Retiring teacher, coach urges Colony grads to ‘find their 68’
By Jeremiah Bartz Frontiersman.com A football coach using a hockey reference as the centerpiece for his keynote address may
‘Tis the season when everyone you meet is likely to be wearing an ‘I Voted’ sticker, greeting you with a ‘rock the vote’, or ‘vote or die’ or ‘if you don’t vote, you can’t complain’ salute with the same joyful tone they’d give you a hearty ‘Merry Christmas!’
Even candidates, after months of scratching and clawing for every last vote, will pivot to the light at the end of the tunnel, and say with great magnanimity and humility, ‘and finally, even if you don’t vote for me, please vote!’
But does anyone really mean that?
Republicans certainly don’t want everyone to vote. If everyone were coerced, or in some way incentivized to vote, Democrats would have a stranglehold not only on the White House and Senate, but maybe even the House of Representatives, too.
If the unwashed masses actually voted, Mitt Romney’s famous ’47-percenters’ would undoubtedly side with taxing the rich to pay for the poor. This might be short-sighted and foolhardy as policy, but they would be voting their self-interests.
It’s no wonder then that Proposition 1, which asks Alaska voters to include the option for voter registration with PFD sign-ups in the hopes of increasing the state’s dreadful voter turnout rates, comes from the left. More specifically, the drive comes from the mind of 26-year-old John-Henry Heckendorn and his group of progressive brainstormers.
Heckendorn’s latest venture is a political think tank called Ship Creek Group, and you can read all about these groovy, spunky hepcats in this week’s edition of the Anchorage Press, our sister publication to the south.
I spoke to Heckendorn last month about the PFD voter proposition.
“Being registered to vote doesn’t cause somebody to vote; it means that instead of having a conversation about filling out one more form, we’re having a conversation about why it’s important to vote,” he said. “We saw this as a first step toward addressing (voter registration), at low cost, and also a way to make our government move forward that saves money because it cuts the cost of processing registration applications.”
Saves money? Makes it easier to register? Who could possibly be against this?
But there is opposition, and it seems to be coming from two angles. One objection is as a matter of privacy. This worry doesn’t make a lot of sense to me, seeing as how PFD registration is already used to count population in the state, and I can’t fathom what new information the government could glean from voter registration data.
Then again, my Doomsday vault isn’t as stocked with canned goods as it should be.
The second objection is more intuitive and nuanced.
It assumes the PFD applicant will associate receiving the dividend with having to vote — a requirement most un-American — and worse, will make the new voter — consciously or subconsciously — associate voting getting a check from the government with the act of voting itself, making him or her more inclined to favor checks from the government in future elections.
This viewpoint doesn’t think very much of the as yet unregistered Alaska voter, but that doesn’t mean it isn’t without merit. And it’s obvious to see that Heckendorn and company, even if they won’t admit it, view this as a way to one day turn Alaska blue, which means they don’t think too highly of the as yet unregistered voter, either.
“This isn’t a radical idea; we use the permanent fund now to fill fishing and hunting licenses… deduct child support payments, so we already take advantage of these efficiencies in the status quo,” Hackendorn said. “I think it’s kind of ironic that people get excited about what the governor did to their PFDs and then don’t vote.”
What’s more ironic than that is that Alaska is such a political unicorn that greatly increasing voter turnout could actually stifle progressive causes.
This fall in the Mat-Su Borough, ribbons were cut on a pair of brand new schools funded through bond initiatives; a vote to ban commercial marijuana in the borough was soundly defeated and an even more lopsided win was enjoyed by Proposition B-4. That was the prop which allowed the borough to accrue $23 million in debt, with more than half of it going to fix two swimming pools in Wasilla and Palmer and a hockey rink in Wasilla.
I’m as big a fan of sports as anyone, but I just don’t see how voters in these rocky economic times, with the borough in a $5.7 million, and the state in a $4 billion hole, think it’s OK to incur that kind of debt so that a pool’s dimensions can meet regulations for interscholastic competition. I definitely don’t understand how it won so handily.
Passing these types of progressive measures just about anywhere in the Lower 48 is darn near impossible. But so few vote in Alaska, it’s really not that hard to cobble together a special interest contingent — usually parents of school-aged children — and get instant access to other people’s money with considerable ease.
If ever there should be a statewide property or income tax, all those new voters that Proposition 1 might bring in would start voting their selfish self-interests.
In other words, they’d start voting Republican.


- WORK ITEM
Repeat the records below exactly, leaving out every picture.

━━━ ENTRIES PROVIDED

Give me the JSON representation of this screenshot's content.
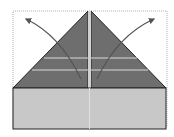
{
  "diagram": {
    "type": "origami-fold-step",
    "colors": {
      "background": "#ffffff",
      "dotted_outline": "#b0b0b0",
      "flap_fill": "#6e6e6e",
      "base_fill": "#c8c8c8",
      "edge": "#222222",
      "crease": "#d8d8d8",
      "arrow": "#555555"
    },
    "elements": [
      {
        "name": "dotted-outline",
        "desc": "previous paper position (dotted)"
      },
      {
        "name": "left-flap",
        "desc": "left triangular flap, dark"
      },
      {
        "name": "right-flap",
        "desc": "right triangular flap, dark"
      },
      {
        "name": "base-rectangle",
        "desc": "light grey bottom band"
      },
      {
        "name": "left-arrow",
        "desc": "curved arrow unfolding left flap outward"
      },
      {
        "name": "right-arrow",
        "desc": "curved arrow unfolding right flap outward"
      }
    ]
  }
}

━━━━━━

- RESULT FOR THIS EXERCISE
Give me the JSON representation of this screenshot's content.
{
  "diagram": {
    "type": "origami-fold-step",
    "colors": {
      "background": "#ffffff",
      "dotted_outline": "#b0b0b0",
      "flap_fill": "#6e6e6e",
      "base_fill": "#c8c8c8",
      "edge": "#222222",
      "crease": "#d8d8d8",
      "arrow": "#555555"
    },
    "elements": [
      {
        "name": "dotted-outline",
        "desc": "previous paper position (dotted)"
      },
      {
        "name": "left-flap",
        "desc": "left triangular flap, dark"
      },
      {
        "name": "right-flap",
        "desc": "right triangular flap, dark"
      },
      {
        "name": "base-rectangle",
        "desc": "light grey bottom band"
      },
      {
        "name": "left-arrow",
        "desc": "curved arrow unfolding left flap outward"
      },
      {
        "name": "right-arrow",
        "desc": "curved arrow unfolding right flap outward"
      }
    ]
  }
}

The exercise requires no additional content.